THE RECORDS —
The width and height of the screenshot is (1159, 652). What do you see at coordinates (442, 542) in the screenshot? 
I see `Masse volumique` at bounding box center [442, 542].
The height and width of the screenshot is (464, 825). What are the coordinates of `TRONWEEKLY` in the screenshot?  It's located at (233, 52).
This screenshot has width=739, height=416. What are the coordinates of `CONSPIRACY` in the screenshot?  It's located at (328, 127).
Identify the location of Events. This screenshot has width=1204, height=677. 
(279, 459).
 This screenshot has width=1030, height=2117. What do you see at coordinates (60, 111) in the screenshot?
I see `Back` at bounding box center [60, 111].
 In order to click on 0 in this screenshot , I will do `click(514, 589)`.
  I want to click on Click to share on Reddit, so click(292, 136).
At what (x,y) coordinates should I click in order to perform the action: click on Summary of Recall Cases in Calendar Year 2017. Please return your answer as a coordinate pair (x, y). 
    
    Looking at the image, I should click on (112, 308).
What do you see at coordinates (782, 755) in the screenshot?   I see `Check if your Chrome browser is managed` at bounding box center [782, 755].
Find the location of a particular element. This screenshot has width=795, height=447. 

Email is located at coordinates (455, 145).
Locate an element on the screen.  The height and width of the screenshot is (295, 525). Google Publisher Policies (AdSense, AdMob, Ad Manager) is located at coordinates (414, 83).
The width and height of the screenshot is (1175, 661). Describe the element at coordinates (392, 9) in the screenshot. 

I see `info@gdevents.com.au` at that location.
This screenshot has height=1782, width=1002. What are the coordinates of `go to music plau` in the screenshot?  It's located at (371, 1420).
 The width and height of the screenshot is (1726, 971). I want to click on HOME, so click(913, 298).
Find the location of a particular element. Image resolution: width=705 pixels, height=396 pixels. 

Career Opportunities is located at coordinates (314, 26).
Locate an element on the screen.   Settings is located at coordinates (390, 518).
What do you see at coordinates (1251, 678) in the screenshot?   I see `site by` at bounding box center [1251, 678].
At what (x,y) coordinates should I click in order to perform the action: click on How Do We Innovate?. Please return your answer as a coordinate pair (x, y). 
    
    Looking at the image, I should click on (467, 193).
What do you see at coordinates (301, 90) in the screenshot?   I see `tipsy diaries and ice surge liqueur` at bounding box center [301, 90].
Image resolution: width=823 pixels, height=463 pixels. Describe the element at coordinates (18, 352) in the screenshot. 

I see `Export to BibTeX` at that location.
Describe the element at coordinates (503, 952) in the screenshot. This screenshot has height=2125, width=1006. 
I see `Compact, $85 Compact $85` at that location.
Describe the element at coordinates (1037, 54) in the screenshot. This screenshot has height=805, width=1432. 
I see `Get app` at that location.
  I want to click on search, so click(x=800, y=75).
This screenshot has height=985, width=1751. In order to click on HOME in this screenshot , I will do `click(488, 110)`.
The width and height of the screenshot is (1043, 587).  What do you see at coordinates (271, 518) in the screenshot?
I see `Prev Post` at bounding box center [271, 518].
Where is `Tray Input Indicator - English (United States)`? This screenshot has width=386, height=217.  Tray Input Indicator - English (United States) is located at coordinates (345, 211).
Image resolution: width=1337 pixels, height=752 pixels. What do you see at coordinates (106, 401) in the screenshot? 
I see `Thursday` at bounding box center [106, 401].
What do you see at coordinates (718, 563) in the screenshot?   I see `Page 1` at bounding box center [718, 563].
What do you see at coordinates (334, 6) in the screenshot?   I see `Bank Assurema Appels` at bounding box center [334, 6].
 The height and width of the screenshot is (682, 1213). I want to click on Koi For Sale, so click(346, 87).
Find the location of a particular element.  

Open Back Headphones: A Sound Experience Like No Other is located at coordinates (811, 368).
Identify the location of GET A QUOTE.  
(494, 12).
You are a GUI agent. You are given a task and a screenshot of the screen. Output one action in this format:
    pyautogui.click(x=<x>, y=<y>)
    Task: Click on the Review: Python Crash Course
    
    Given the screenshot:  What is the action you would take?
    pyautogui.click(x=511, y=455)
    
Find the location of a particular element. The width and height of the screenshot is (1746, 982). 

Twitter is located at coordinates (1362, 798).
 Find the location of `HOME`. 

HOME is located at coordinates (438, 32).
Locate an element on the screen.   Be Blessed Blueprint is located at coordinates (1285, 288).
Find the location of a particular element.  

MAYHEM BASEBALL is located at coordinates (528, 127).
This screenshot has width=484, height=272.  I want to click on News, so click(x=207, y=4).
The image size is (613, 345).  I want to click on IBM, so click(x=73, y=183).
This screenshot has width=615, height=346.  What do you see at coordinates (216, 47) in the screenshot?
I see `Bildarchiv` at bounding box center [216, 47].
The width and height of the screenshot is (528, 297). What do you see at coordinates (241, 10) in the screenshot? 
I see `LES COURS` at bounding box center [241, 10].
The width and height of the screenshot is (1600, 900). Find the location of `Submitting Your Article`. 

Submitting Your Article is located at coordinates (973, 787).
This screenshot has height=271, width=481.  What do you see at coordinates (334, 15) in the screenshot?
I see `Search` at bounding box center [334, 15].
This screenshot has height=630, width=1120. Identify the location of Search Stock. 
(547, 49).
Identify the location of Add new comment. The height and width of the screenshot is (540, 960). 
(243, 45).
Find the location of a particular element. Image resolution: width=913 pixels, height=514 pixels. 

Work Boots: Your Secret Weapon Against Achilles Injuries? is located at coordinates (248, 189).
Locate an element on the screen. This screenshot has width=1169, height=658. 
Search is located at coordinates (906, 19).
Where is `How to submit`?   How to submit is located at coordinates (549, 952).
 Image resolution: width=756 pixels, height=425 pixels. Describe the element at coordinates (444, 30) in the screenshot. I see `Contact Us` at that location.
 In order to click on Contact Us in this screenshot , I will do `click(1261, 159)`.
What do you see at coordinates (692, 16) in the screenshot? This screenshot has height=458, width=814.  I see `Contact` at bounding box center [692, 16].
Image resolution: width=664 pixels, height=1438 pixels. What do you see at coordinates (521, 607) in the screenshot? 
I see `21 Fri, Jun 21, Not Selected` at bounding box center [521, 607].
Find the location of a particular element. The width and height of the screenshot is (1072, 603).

PROBLEM DESCRIPTION —
Return only the stretch of the material above from the line holding "Identify the location of Events." through the line holding "What do you see at coordinates (782, 755)", copied exactly.

COMPLETED EXERCISE —
Identify the location of Events. This screenshot has width=1204, height=677. 
(279, 459).
 This screenshot has width=1030, height=2117. What do you see at coordinates (60, 111) in the screenshot?
I see `Back` at bounding box center [60, 111].
 In order to click on 0 in this screenshot , I will do `click(514, 589)`.
  I want to click on Click to share on Reddit, so click(292, 136).
At what (x,y) coordinates should I click in order to perform the action: click on Summary of Recall Cases in Calendar Year 2017. Please return your answer as a coordinate pair (x, y). 
    
    Looking at the image, I should click on (112, 308).
What do you see at coordinates (782, 755) in the screenshot?   I see `Check if your Chrome browser is managed` at bounding box center [782, 755].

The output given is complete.